New radio PIDs, more than 8 characters - "solved"

M Clark mclark at gmx.co.uk
Mon Aug 14 05:19:14 PDT 2017


Aside from tellyaddict's caveat (others welcome);
snip

> I think what Charles was meaning is that if you were using --url "http://www.bbc.co.uk/programmes/b08xy0gl" rather than a direct PID then the code is looking for something starting with either b, p or w followed by between 7 and 14 letters or numbers and the first thing it hits that matches all that criteria is the word "programmes". Like you say, GiP wouldn't return any VPID info but as it finds programmes to be a valid PID, it won't keep looking for the proper PID in that URL so would never be able to download from a URL.
> 

?
pseudo code
if --url
  strip characters following last /
  use as pid
  validate_pid
end-if
?

Anyway...
changing all 7 occurrences (sigh...) of
[bp]0[a-z0-9]{6}
to
(?:[bp]0[a-z0-9]{6}|w[a-z0-9]{7,14})
solves the w3*, w1* problem for Me.

I only use WebPVR and command line with explicit pids.
A re-run of WebPVR successfully downloaded all my outstanding programmes.  I then refreshed (radio) cache, made selections (b*, p* & w*) and everything down loaded fine.

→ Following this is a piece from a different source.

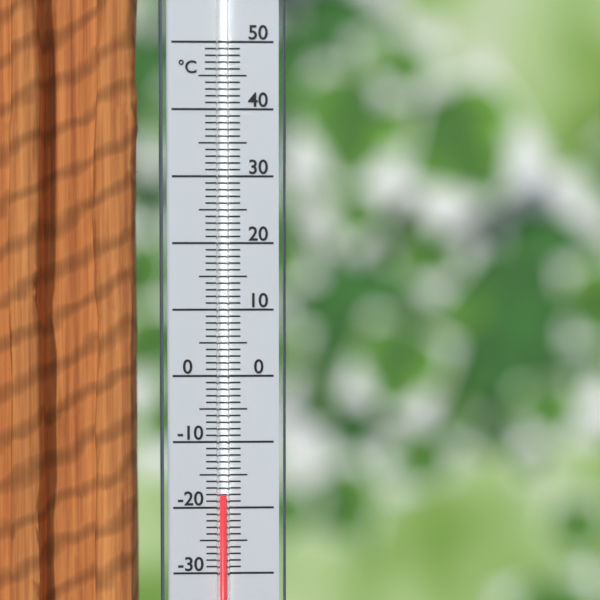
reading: -18 °C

Big thanks to Vangelis & Ralph.

FWIW
I usually refresh radio cache daily, make selections and then run WebPVR (or list on command line).  First noticed a w* pid on the 5th August (Music Extra: The Music of Time - The Music of Time – Cuba (w3csvnyc) ).  Thought it was a one-off.  It was until the 12th when a slew of w3* and w1* appeared.
Can't comment on the BBC's Pid.php;
https://github.com/bbc/programmes-pages-service/blob/master/src/Domain/ValueObject/Pid.php#l14

Also.
No disrespect intended to Dinkypumpkin as "he's" only picked-up existing code but, as an ex-programmer I'm horrified by the code repetition.  Doesn't Perl allow 'functions'?  i.e. if valid_pid ... where valid_pid contains said validation.